A study suggests that viewing the owner's face works as a positive social reinforcement for dogs. A team of researchers tested a group of dogs by presenting them with a two-way choice task: a video showing the owner's face next to a food reward and another video displaying the back of the owner's head with the same food reward. The food associated with the caregiver's face registered the highest frequency of choice.

Anna Kis has been doing research on canine behaviour for over ten years and has accomplished at least surprising results about "man's best friend". For instance, she found that dogs, like humans, can get a bad night's sleep after a stressful day. Despite falling asleep quickly, twice as fast as the relaxed dogs curiously, they have sleep disturbances, with less time in deep sleep (more details here).

In another study, the researcher coordinated a team that focused on the effect that oxytocin - a hormone produced in a region of the brain called the hypothalamus - can have on canine social cognition. Her team found that positive interaction with humans can increase oxytocin levels in dogs (Hritcu et al., 2019; Kis et al., 2017), as opposed to social isolation, as in case of dogs living in shelters, and where increased levels of cortisol were found -- hormone associated with stress (Gunter et al., 2019).

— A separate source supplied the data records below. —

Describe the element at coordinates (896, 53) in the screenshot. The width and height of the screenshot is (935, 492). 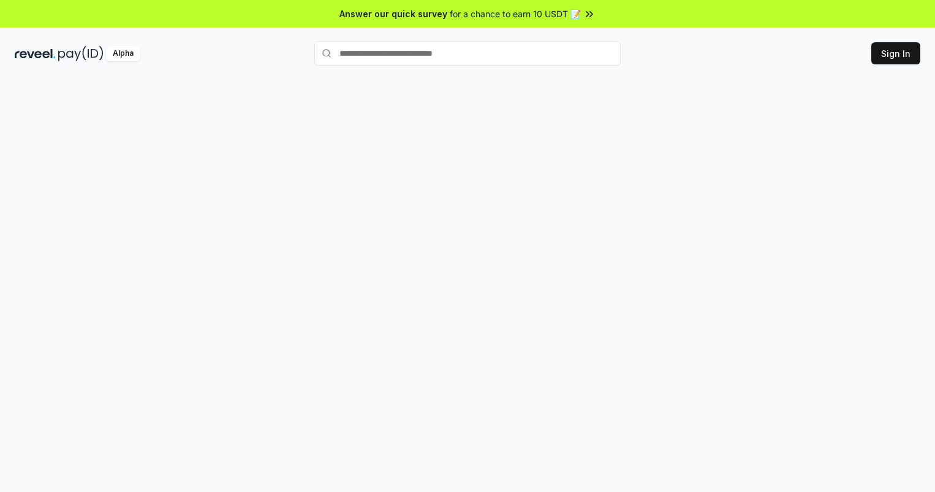
I see `button: Sign In` at that location.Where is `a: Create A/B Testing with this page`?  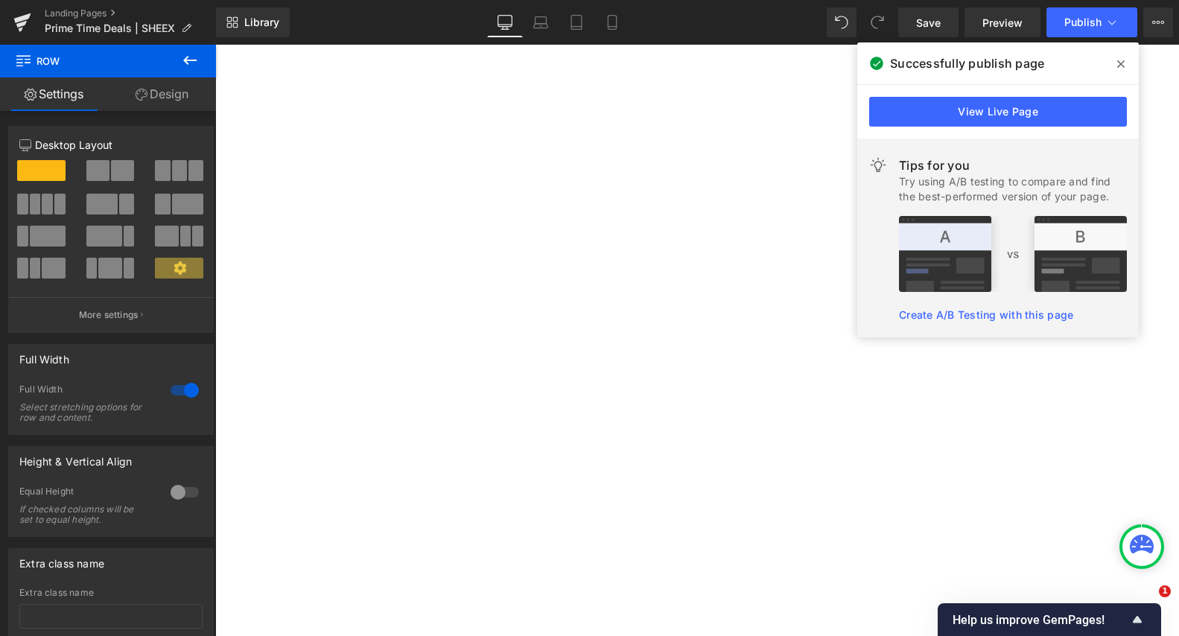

Following this study, the paper"The implicit reward value of the owner's face for dogs", published in August 2021 in iScience by the team at the Institute of Cognitive Neuroscience and Psychology at the Hungarian Academy of Sciences in Budapest, composed by Anna Kis, Henrietta Bolló, Orsolya Kiss and József Topál, sought to understand whether the human caregiver's face could have an effect on dogs' preference in a two-way choice task.

A sample of 19 males and 20 females of adult pet dogs from various breeds over one year old individually watched two videos simultaneously: one showing their owners' face (emotionally neutral) and another showing only their owners' back of the head. Along with both video projections was the same food reward.

As with humans, in particular with children, and in agreement with previous studies, dogs showed a significant selection bias toward food placed next to their owners' video-projected faces.

The authors of this study point out that research in this area has already shown that dogs find social interaction with humans intrinsically rewarding, which may explain the tendency to choose the food placed next to the video with the owner's face. Furthermore, these results are in line with previous studies that suggest that dogs perceive neutral human faces as positive rather than negative.

In short, this study reinforces the idea that, like us, dogs have a behavioural preference for human social stimuli and consider these to have a rewarding effect for them.